PROJECT REBUILD


PREVIOUS TENANTS

Vancouver Special

Once more, with feeling

Again; allocate the land and allot. Can't see the trees for the city. Grace of allotting the coast's front lawn. Felled forest, swept ashore -- then, veneer's drift, drift.  Forest, flatten; become a better forest. Wood sliced into beam becomes the better forest. Wood fallen before its felling. Allocate the felled, before the fall, the connoisseurs who want sheets and surfaces, wood reminiscent of wood, reminiscent of wood, reminiscent of wood. Wood, assign the allotment of reminiscence. Wood, assign reminiscence and live inside yourself.
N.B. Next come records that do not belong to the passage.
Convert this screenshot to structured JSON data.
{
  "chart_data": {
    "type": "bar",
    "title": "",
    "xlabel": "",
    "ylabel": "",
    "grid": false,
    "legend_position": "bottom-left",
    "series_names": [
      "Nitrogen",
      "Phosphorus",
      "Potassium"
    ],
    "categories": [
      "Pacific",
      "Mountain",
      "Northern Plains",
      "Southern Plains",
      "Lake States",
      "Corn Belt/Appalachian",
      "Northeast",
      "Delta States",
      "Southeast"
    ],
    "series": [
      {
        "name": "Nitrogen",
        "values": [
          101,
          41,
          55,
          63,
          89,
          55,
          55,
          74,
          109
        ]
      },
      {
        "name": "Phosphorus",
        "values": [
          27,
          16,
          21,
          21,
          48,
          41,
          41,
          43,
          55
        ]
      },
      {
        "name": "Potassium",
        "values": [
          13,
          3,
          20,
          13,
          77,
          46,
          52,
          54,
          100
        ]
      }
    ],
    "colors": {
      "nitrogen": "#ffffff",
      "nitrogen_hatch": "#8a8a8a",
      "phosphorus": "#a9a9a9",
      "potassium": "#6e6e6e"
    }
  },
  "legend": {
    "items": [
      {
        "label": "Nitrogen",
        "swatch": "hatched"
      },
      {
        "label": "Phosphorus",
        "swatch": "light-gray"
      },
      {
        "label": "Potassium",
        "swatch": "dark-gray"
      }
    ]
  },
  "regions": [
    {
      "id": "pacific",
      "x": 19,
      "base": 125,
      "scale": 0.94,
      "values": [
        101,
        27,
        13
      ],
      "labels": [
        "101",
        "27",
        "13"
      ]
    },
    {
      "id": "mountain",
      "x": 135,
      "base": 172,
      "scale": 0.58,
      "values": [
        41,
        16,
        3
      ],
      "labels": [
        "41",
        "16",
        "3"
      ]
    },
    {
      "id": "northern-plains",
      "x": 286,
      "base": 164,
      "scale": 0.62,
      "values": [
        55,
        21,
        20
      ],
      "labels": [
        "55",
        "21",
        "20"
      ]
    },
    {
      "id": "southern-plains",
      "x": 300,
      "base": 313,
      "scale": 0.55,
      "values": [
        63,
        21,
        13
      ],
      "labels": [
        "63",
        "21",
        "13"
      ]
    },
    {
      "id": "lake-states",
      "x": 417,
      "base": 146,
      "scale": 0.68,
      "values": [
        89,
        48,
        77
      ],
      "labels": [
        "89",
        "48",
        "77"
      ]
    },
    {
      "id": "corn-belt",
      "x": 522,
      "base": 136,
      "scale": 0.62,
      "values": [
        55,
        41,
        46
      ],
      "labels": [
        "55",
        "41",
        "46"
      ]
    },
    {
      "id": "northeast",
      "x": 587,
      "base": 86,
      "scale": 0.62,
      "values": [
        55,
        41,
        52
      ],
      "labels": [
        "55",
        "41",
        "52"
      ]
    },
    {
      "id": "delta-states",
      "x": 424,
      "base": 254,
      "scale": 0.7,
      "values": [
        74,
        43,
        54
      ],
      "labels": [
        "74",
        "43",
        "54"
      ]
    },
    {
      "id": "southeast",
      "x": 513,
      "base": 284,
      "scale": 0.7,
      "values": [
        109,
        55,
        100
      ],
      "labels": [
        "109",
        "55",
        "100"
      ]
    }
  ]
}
The coast's front lawn, my sophisticated city, glittering bits of glass. How can I live on the fallen allotted to me?

My allotment of veneer. But a house. Again, make yourself abstract. Move westward, up. upward.
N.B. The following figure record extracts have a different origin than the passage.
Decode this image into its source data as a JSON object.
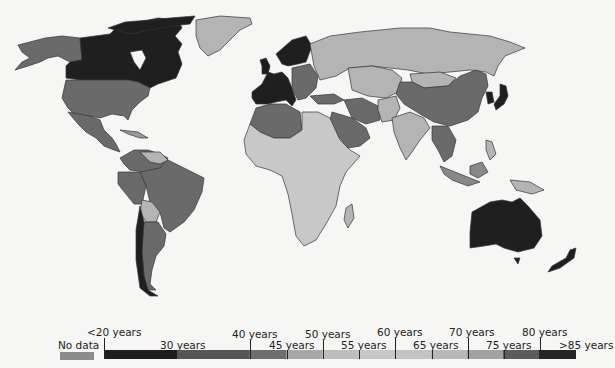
{
  "legend": {
    "no_data": {
      "label": "No data",
      "color": "#8c8c8c"
    },
    "scale": [
      {
        "label": "<20 years",
        "tier": "top",
        "color": "#1e1e1e"
      },
      {
        "label": "30 years",
        "tier": "bottom",
        "color": "#1e1e1e"
      },
      {
        "label": "40 years",
        "tier": "top",
        "color": "#555555"
      },
      {
        "label": "45 years",
        "tier": "bottom",
        "color": "#6e6e6e"
      },
      {
        "label": "50 years",
        "tier": "top",
        "color": "#a8a8a8"
      },
      {
        "label": "55 years",
        "tier": "bottom",
        "color": "#bdbdbd"
      },
      {
        "label": "60 years",
        "tier": "top",
        "color": "#c8c8c8"
      },
      {
        "label": "65 years",
        "tier": "bottom",
        "color": "#c2c2c2"
      },
      {
        "label": "70 years",
        "tier": "top",
        "color": "#b0b0b0"
      },
      {
        "label": "75 years",
        "tier": "bottom",
        "color": "#9c9c9c"
      },
      {
        "label": "80 years",
        "tier": "top",
        "color": "#5a5a5a"
      },
      {
        "label": ">85 years",
        "tier": "bottom",
        "color": "#262626"
      }
    ]
  },
  "regions": [
    {
      "name": "Canada",
      "shade": "darkest"
    },
    {
      "name": "Western Europe",
      "shade": "darkest"
    },
    {
      "name": "Australia",
      "shade": "darkest"
    },
    {
      "name": "Japan",
      "shade": "darkest"
    },
    {
      "name": "Chile",
      "shade": "darkest"
    },
    {
      "name": "United States",
      "shade": "dark"
    },
    {
      "name": "Mexico",
      "shade": "dark"
    },
    {
      "name": "China",
      "shade": "dark"
    },
    {
      "name": "Brazil",
      "shade": "dark"
    },
    {
      "name": "Argentina",
      "shade": "dark"
    },
    {
      "name": "Russia",
      "shade": "light"
    },
    {
      "name": "Greenland",
      "shade": "light"
    },
    {
      "name": "Africa",
      "shade": "lightest"
    },
    {
      "name": "India",
      "shade": "light"
    }
  ]
}
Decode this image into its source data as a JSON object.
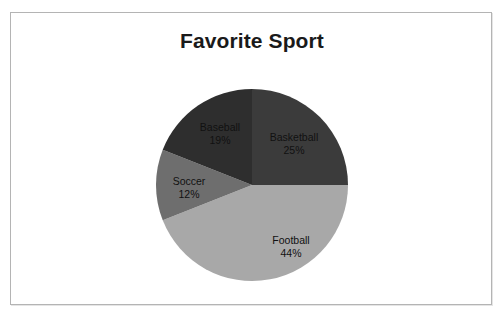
{
  "chart_data": {
    "type": "pie",
    "title": "Favorite Sport",
    "categories": [
      "Basketball",
      "Football",
      "Soccer",
      "Baseball"
    ],
    "values": [
      25,
      44,
      12,
      19
    ],
    "unit": "%",
    "start_angle_deg": 0,
    "direction": "clockwise",
    "legend": "none",
    "grid": false,
    "labels_position": "inside-slice",
    "slices": [
      {
        "label": "Basketball",
        "value": 25,
        "percent_text": "25%",
        "color": "#3b3b3b",
        "text_color": "#111111"
      },
      {
        "label": "Football",
        "value": 44,
        "percent_text": "44%",
        "color": "#a8a8a8",
        "text_color": "#111111"
      },
      {
        "label": "Soccer",
        "value": 12,
        "percent_text": "12%",
        "color": "#6e6e6e",
        "text_color": "#111111"
      },
      {
        "label": "Baseball",
        "value": 19,
        "percent_text": "19%",
        "color": "#2e2e2e",
        "text_color": "#111111"
      }
    ]
  },
  "frame": {
    "border_color": "#b4b4b4",
    "background": "#ffffff"
  },
  "page_background": "#ffffff"
}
How to state the elsewhere of here. All our unceded fictions. The else of this where. But a house. But a house.

Once more, with feeling

Inside the reminiscence of wood before the killing, be your own abstract. How to emulate the look of elsewhere and be here, this house a new sequence, and.

Inside the reminiscence of neutral wood, how do I make do looking like elsewhere. How can I look like me, emulated. How can I be of a house. House, be the allotment of structure. House, be the allotment of land, reminiscent of land, reminiscent of land, reminiscent of land. House, be the abstraction of here. The stucco and the lawn, skin and feet, bits of glass and better beam, how he can he make the loan and the mortgage. The connoisseur approves the papers for how to be here. The house grows like a new tree from the abstraction of homeland. Not a failed statement of beauty, but a unique answer to a specific question of coping.
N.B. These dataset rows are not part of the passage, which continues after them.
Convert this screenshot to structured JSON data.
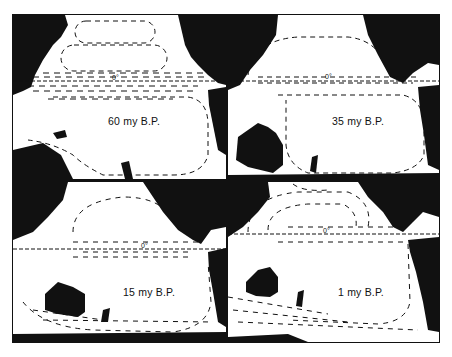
{
  "figure": {
    "panels": [
      {
        "id": "p1",
        "label": "60 my B.P.",
        "equator_label": "0°"
      },
      {
        "id": "p2",
        "label": "35 my B.P.",
        "equator_label": "0°"
      },
      {
        "id": "p3",
        "label": "15 my B.P.",
        "equator_label": "0°"
      },
      {
        "id": "p4",
        "label": "1 my B.P.",
        "equator_label": "0°"
      }
    ]
  },
  "colors": {
    "land": "#111111",
    "ocean": "#ffffff",
    "arrows": "#111111"
  }
}
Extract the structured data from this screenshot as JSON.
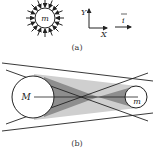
{
  "figure_a": {
    "caption": "(a)",
    "mass_label": "m",
    "axis_y_label": "Y",
    "axis_x_label": "X",
    "vector_label": "i",
    "arrow_count": 16,
    "arrow_direction": "inward"
  },
  "figure_b": {
    "caption": "(b)",
    "large_body_label": "M",
    "small_body_label": "m",
    "shade_light": "#c8c8c8",
    "shade_dark": "#8a8a8a"
  },
  "colors": {
    "stroke": "#222222",
    "background": "#ffffff"
  }
}
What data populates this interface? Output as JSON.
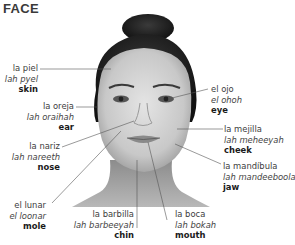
{
  "title": "FACE",
  "labels": [
    {
      "id": "skin",
      "spanish": "la piel",
      "pronunciation": "lah pyel",
      "english": "skin"
    },
    {
      "id": "ear",
      "spanish": "la oreja",
      "pronunciation": "lah oraihah",
      "english": "ear"
    },
    {
      "id": "nose",
      "spanish": "la nariz",
      "pronunciation": "lah nareeth",
      "english": "nose"
    },
    {
      "id": "mole",
      "spanish": "el lunar",
      "pronunciation": "el loonar",
      "english": "mole"
    },
    {
      "id": "chin",
      "spanish": "la barbilla",
      "pronunciation": "lah barbeeyah",
      "english": "chin"
    },
    {
      "id": "mouth",
      "spanish": "la boca",
      "pronunciation": "lah bokah",
      "english": "mouth"
    },
    {
      "id": "eye",
      "spanish": "el ojo",
      "pronunciation": "el ohoh",
      "english": "eye"
    },
    {
      "id": "cheek",
      "spanish": "la mejilla",
      "pronunciation": "lah meheeyah",
      "english": "cheek"
    },
    {
      "id": "jaw",
      "spanish": "la mandíbula",
      "pronunciation": "lah mandeeboolah",
      "english": "jaw"
    }
  ]
}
How can he afford the loan for the question. Again, the glass glitters in the stucco. A little further east, move down and more bedrooms.

Fail make afford the reminiscent in the killing of the wood and feeling.

Once more, with feeling

Not mass produced failures, not Beauty, not failure statements, but unique answers to specific questions.
Q: How may we state the look of elsewhere?
A: Can't see the trees for the city, elsewhere is the front lawn of our imagined graciousness.
Q: What can't I afford?
A: The coast is a road.
Q: Could you move to the east? A little further?
A: I need an allotment of reflection for my family.
Q: How may I fit my family into the question?
A: Become veneer and we will take care of the sparkle in your stucco.
Q: How can he live on earth?
A: Block the surface with glitter, remember the first time this land was abstracted, look at the sense shocked into reflection, you are unique, you are unique, you are here.
Q: Are these unique responses to specific questions?
A: Act like you aren't the wood before the felling?
Q: How do I make me less abstract?
A: Shop at Roots.
Q: How much land will be allotted, and to whom?
A: Connoisseurs emulate the look of the abstraction of hereness but you are unique enough to be of your own killing.


Once more, with feeling

In the larger wood of home, you are an improvement on this house. You will surpass the imbrications and the grid.

She is allotted to a wood that is now a park. At age ten, the specific questions were posed, and the taller humans explained the bloated grid as the "Asian Invasion." She is at home on the coast, but not of it, as before the wood came the killing of the statement, and the abstraction reminiscent of the abstraction reminiscent of the abstraction reminiscent of the abstraction of the old. This is the emulation of elsewhere, a little westward, a little to the east, could you? How to state the trees under the city and the veneer of of.

Not failed attempts at beauty or stating. Unique answers to reflection and failure. This is sophisticated and reflective, for something from here, from this wood. Make it full, the reminiscence.

He can't afford the questions of glass.

Alex Leslie

RENOVATE THIS POEM

RENOVATIONS:

Daniel Zomparelli

Shannon Rayne

 

BIO:
Alex Leslie's book of short stories People Who Disappear will be published by Freehand. Her fiction and non-fiction have won a Gold National Magazine Award and a CBC Literary Award. Recent text/visual work is in Front Magazine and dANDelion's mapping special issue. Her current interests are public art and experimental Queer fiction. She maintains a catalogue of fictions, Objects For The New World.